Feynman took a perverse pleasure in his unremarkable intelligence test scores.

”Feynman once said, `I may have an IQ of 120, but it`s all aimed at physics,` ” recalled Christopher Hill, a senior scientist at Fermilab who, while a graduate student at Caltech, had an office down the hall from Feynman`s.

Gleick found that Feynman was able to concentrate completely on whatever he was studying-a skill that served him well in his dating years when women found his ability to concentrate on them, albeit briefly, extremely alluring. He did not read books, even scientific ones. He did not go to movies. He did not listen to music. He did not enjoy art.

”These are driven people, absolutely obsessed,” said Dean Keith Simonton, a psychologist at the University of California at Davis whose book

”Scientific Genius: A Psychology of Science” examines the nature of scientific creativity.

Beyond logic

The greatest scientists, he said, tend to think and speak in contradictions, as in Niels Bohr`s contention that light cannot be considered either a wave or a particle, but is simultaneously both and neither.

”It`s not that they reject logic entirely, but they realize that there is something beyond logic,” Simonton said.

”Einstein insisted that you need intuition-that once your intuition got the answer, you used logic in order to convince other people you were right.

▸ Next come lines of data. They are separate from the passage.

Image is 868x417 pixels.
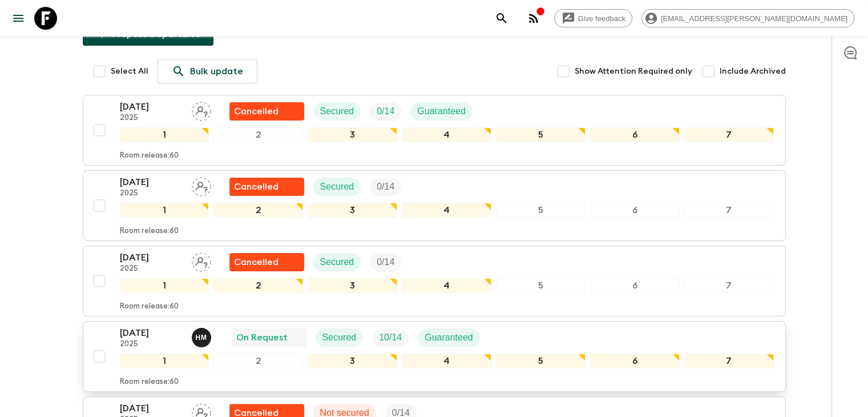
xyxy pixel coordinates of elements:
button: [DATE]2025Assign pack leaderFlash Pack cancellationSecuredTrip Fill1234567Room release:60 [83,170,786,241]
a: Bulk update [158,59,258,83]
div: 1 [120,354,209,368]
div: 4 [402,128,491,142]
div: 2 [214,354,303,368]
div: 3 [308,278,397,293]
div: Secured [313,178,361,196]
p: Room release: 60 [120,302,178,312]
p: Room release: 60 [120,152,178,161]
div: 2 [214,278,303,293]
div: 6 [590,128,680,142]
span: Assign pack leader [192,181,211,190]
p: Secured [322,331,357,345]
span: Select All [111,65,148,77]
button: search adventures [490,7,513,30]
div: 3 [308,354,397,368]
p: [DATE] [120,251,183,265]
p: On Request [236,331,288,345]
p: 2025 [120,340,183,349]
button: [DATE]2025Hob MedinaOn RequestSecuredTrip FillGuaranteed1234567Room release:60 [83,321,786,391]
span: [EMAIL_ADDRESS][PERSON_NAME][DOMAIN_NAME] [654,14,854,23]
p: 2025 [120,189,183,198]
span: Assign pack leader [192,105,211,114]
a: Give feedback [554,9,632,28]
div: 1 [120,203,209,218]
p: [DATE] [120,401,183,415]
p: Secured [320,180,355,194]
p: 0 / 14 [377,180,395,194]
p: Room release: 60 [120,227,178,236]
div: 4 [402,278,491,293]
p: 10 / 14 [379,331,402,345]
div: 1 [120,278,209,293]
div: 7 [684,128,774,142]
div: 2 [214,128,303,142]
span: Show Attention Required only [575,65,692,77]
div: Secured [316,328,364,347]
div: 7 [684,354,774,368]
div: 6 [590,354,680,368]
div: [EMAIL_ADDRESS][PERSON_NAME][DOMAIN_NAME] [641,9,854,28]
div: Secured [313,102,361,121]
p: Cancelled [234,255,278,269]
button: [DATE]2025Assign pack leaderFlash Pack cancellationSecuredTrip FillGuaranteed1234567Room release:60 [83,95,786,165]
div: 4 [402,203,491,218]
div: 7 [684,278,774,293]
p: [DATE] [120,100,183,114]
p: Secured [320,255,355,269]
span: Hob Medina [192,332,214,340]
p: 0 / 14 [377,105,395,119]
p: [DATE] [120,326,183,340]
div: 7 [684,203,774,218]
div: Flash Pack cancellation [229,253,304,272]
div: 4 [402,354,491,368]
p: Guaranteed [417,105,466,119]
div: Flash Pack cancellation [229,178,304,196]
div: 2 [214,203,303,218]
div: 5 [496,128,586,142]
span: Include Archived [720,65,786,77]
span: Assign pack leader [192,407,211,416]
div: 5 [496,203,586,218]
div: 6 [590,278,680,293]
div: 1 [120,128,209,142]
div: Flash Pack cancellation [229,102,304,121]
div: Trip Fill [370,178,401,196]
p: Room release: 60 [120,378,178,387]
p: Secured [320,105,355,119]
div: 3 [308,128,397,142]
div: 6 [590,203,680,218]
p: Bulk update [190,65,243,79]
p: Cancelled [234,105,278,119]
div: 5 [496,278,586,293]
p: [DATE] [120,175,183,189]
p: Guaranteed [424,331,473,345]
p: H M [196,333,207,342]
button: [DATE]2025Assign pack leaderFlash Pack cancellationSecuredTrip Fill1234567Room release:60 [83,245,786,316]
span: Give feedback [572,14,632,23]
div: 3 [308,203,397,218]
p: 2025 [120,265,183,274]
button: HM [192,328,214,347]
div: Trip Fill [370,253,401,272]
p: Cancelled [234,180,278,194]
button: menu [7,7,30,30]
p: 2025 [120,114,183,123]
div: Trip Fill [370,102,401,121]
div: Trip Fill [372,328,409,347]
span: Assign pack leader [192,256,211,265]
div: 5 [496,354,586,368]
p: 0 / 14 [377,255,395,269]
div: Secured [313,253,361,272]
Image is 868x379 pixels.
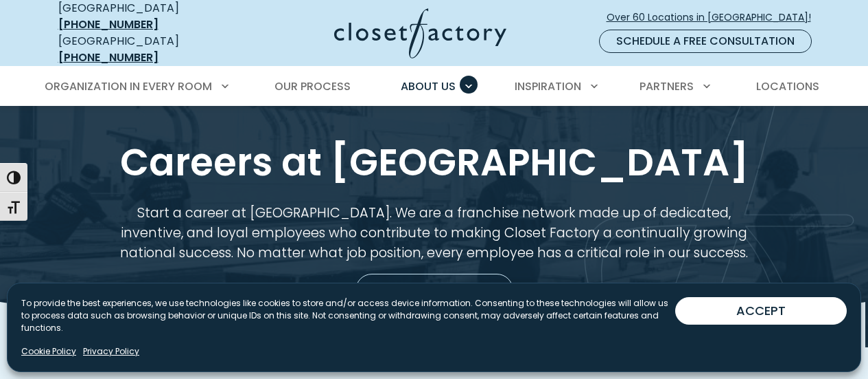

”A number of physicists talk about how they actually imagine themselves to be an electron, and what an electron would do if it were heading toward a neutron,” he said. ”Einstein imagined what would happen if he were inside an elevator in free fall.”

Feynman seemed to have a particularly strong physical intuition about the way things worked, Gleick found, an ability to use all his senses to imagine the way tiny particles of matter interact.

He seemed permeated by mathematics. ”There was something about Feynman`s mind that was related to rhythm and his constant tendency to drum his fingers,” Gleick said.

”One guy who knew him at Cornell talked about walking in on him, and he was rolling around on the floor, working on a problem,” Gleick said.

”Feynman was constantly waving his hands and making geometric shapes,”

said Robert W. Wilson, a Nobel Prize-winning physicist, during a recent visit to Fermilab. ”I think his mind must have worked geometrically.”

It all adds up to genius

For Gleick, the essence of genius seems to be part intelligence, part myth, part lucky timing and maybe part magic.

”I don`t believe it`s just the sum of the qualities you have,” he said. ”I think it`s also a part of the reputation you have, the community you`re in. And you aren`t a genius in science without certain problems to work on.” After Einstein died, researchers removed his brain from his body to try to find some biological explanation for the way he thought. The attempt was in vain.

Chandrasekhar, a Nobel prize-winner whose work is so original that much of it was dismissed for decades before scientists understood it, said he cannot penetrate the workings of the mind of Isaac Newton, whose ”Principia” he is now rewriting in modern mathematical equations.

”I don`t call Newton a genius,” he said. ”The only thing I can say is that I don`t understand him, but I can see a parallel between what he did and Michelangelo`s painting of the Sistine Chapel.”